People

Spiritual or Secular

By Connie Arnold

Sometimes we try to split our lives into two parts: One spiritual; one secular. Have you heard it said of someone that “he’s so spiritually minded that he’s of no earthly good”? I don’t know who can take the responsibility (credit?) for throwing out this observation but let’s delve into it. It’s a definition for those who seem to live in a spiritual world without concern for the every-day matters: someone who’s head is in the clouds, unaware of the mud on his feet.

My grandparents had ten children, two of whom died in infancy. The family made their home on a farm, taking their livelihood from the land. For entertainment at night after supper, my Grandpa Smith would sit on the front porch with the kids and sing ballads and hymns. My Aunt Audrey strummed the guitar, my mother would play the mandolin, and one of the boys would blow on the harmonica. While not a Christian in the earlier part of his life, my Grandpa Smith was an honest, God-fearing man. “Listen to your Ma,” he’d say. “Do as she teaches you.”

Mom Smith, my grandmother, fed her hungry family on prayer and a very large garden. The food harvested all summer long was canned, dried, and stored in the root cellar along with Irish potatoes, sweet potatoes, and other cold-weather crops. Some cabbage would be turned into sauerkraut and packed in crocks to spice up winter meals. Chickens produced eggs for the table as well as for selling. Two cows gave all the milk they needed for drinking; for making cottage cheese; and butter was churned from the cream, leaving buttermilk for biscuit-and-cornbread making. Grandpa would kill and cure a hog, hanging it in the smokehouse. Lard would be rendered.

No motors eased the chore of farming. Grandpa Smith used the mule to plow the crop land and prepare the garden plot. His cash crops purchased flour, sugar, and cornmeal which would be stored in the winter-cold attic. They tried to store up a little extra, because their nearest neighbor always seemed to run out of flour and cornmeal. My grandparents were just ordinary people doing ordinary things like others who lived in the country. During the Depression, they never lacked for food.
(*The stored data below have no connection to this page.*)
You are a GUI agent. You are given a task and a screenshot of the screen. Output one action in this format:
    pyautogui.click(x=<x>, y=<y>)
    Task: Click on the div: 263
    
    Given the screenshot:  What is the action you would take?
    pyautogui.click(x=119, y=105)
One early spring morning when planting was to begin in earnest, Grandpa Smith came into the kitchen from the barn with bad news. “Ma,” he said, “the mule is down in the barn. Looks like ‘Ole’ Jack will not be able to get up again. Don’t know how we’ll be able to get the crops out, let alone dig the garden.” With a sigh, he sat down at the breakfast table, poured his coffee into a saucer, and sipped the hot, black liquid.
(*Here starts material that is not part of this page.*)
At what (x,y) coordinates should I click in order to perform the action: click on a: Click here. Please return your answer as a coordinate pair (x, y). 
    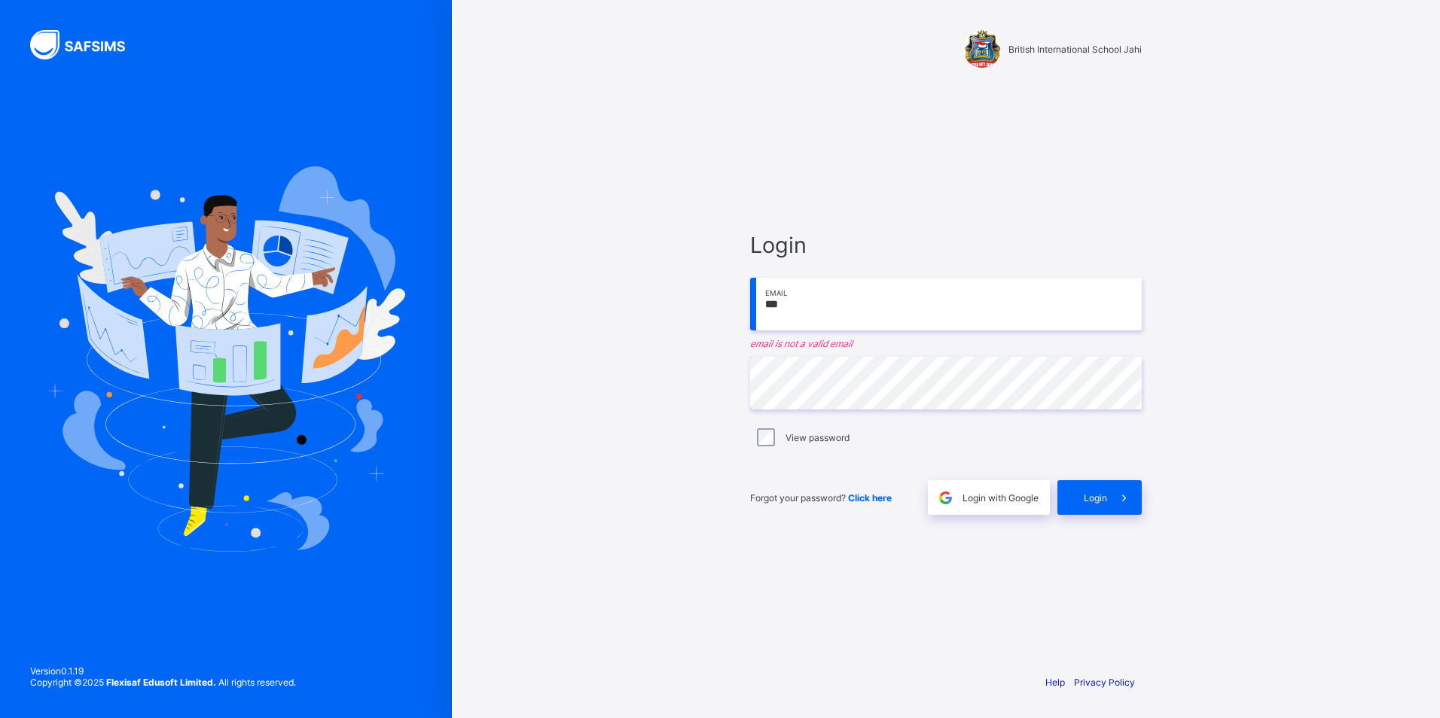
    Looking at the image, I should click on (870, 498).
Evening-time milking came, and Mom Smith took her two pails and went to the barn. ‘Ole’ Jack still lay in the same place, eyes closed, breathing shallow. She went over, knelt down, and placed her hand on the mule’s head. “Lord, you know that we need this mule. I’m asking you to heal him,” she prayed. At that moment the spiritual and secular came together. The earthly problem needed a divine solution.

(II Kings 6:1-6) The disciples of the prophets said to Elisha, “The place where we’re staying is too small for all of us.” Elisha agreed that they should build a larger facility to house them all. He went with them while the disciples got their axes and proceeded to the trees that grew along the Jordan River. In the process of chopping into the wooden trunks, an axe head flew off of the handle and sank into the water of the Jordan River.

“Oh, no, master!” said a disciple to Elisha. “It was borrowed.” Another secular problem needing a divine solution.

“Where did it fall?” Elisha asked. When they showed him, he threw a piece of wood into the water, and the ax head floated. The disciple was able to reach it and pick it up.

The next morning on the Smith farm, my grandfather could be seen harnessing ‘Ole’ Jack to begin the springtime planting. The mule continued to live for many years, working in the fields and giving the children many hours of pleasure ‘horseback’ riding.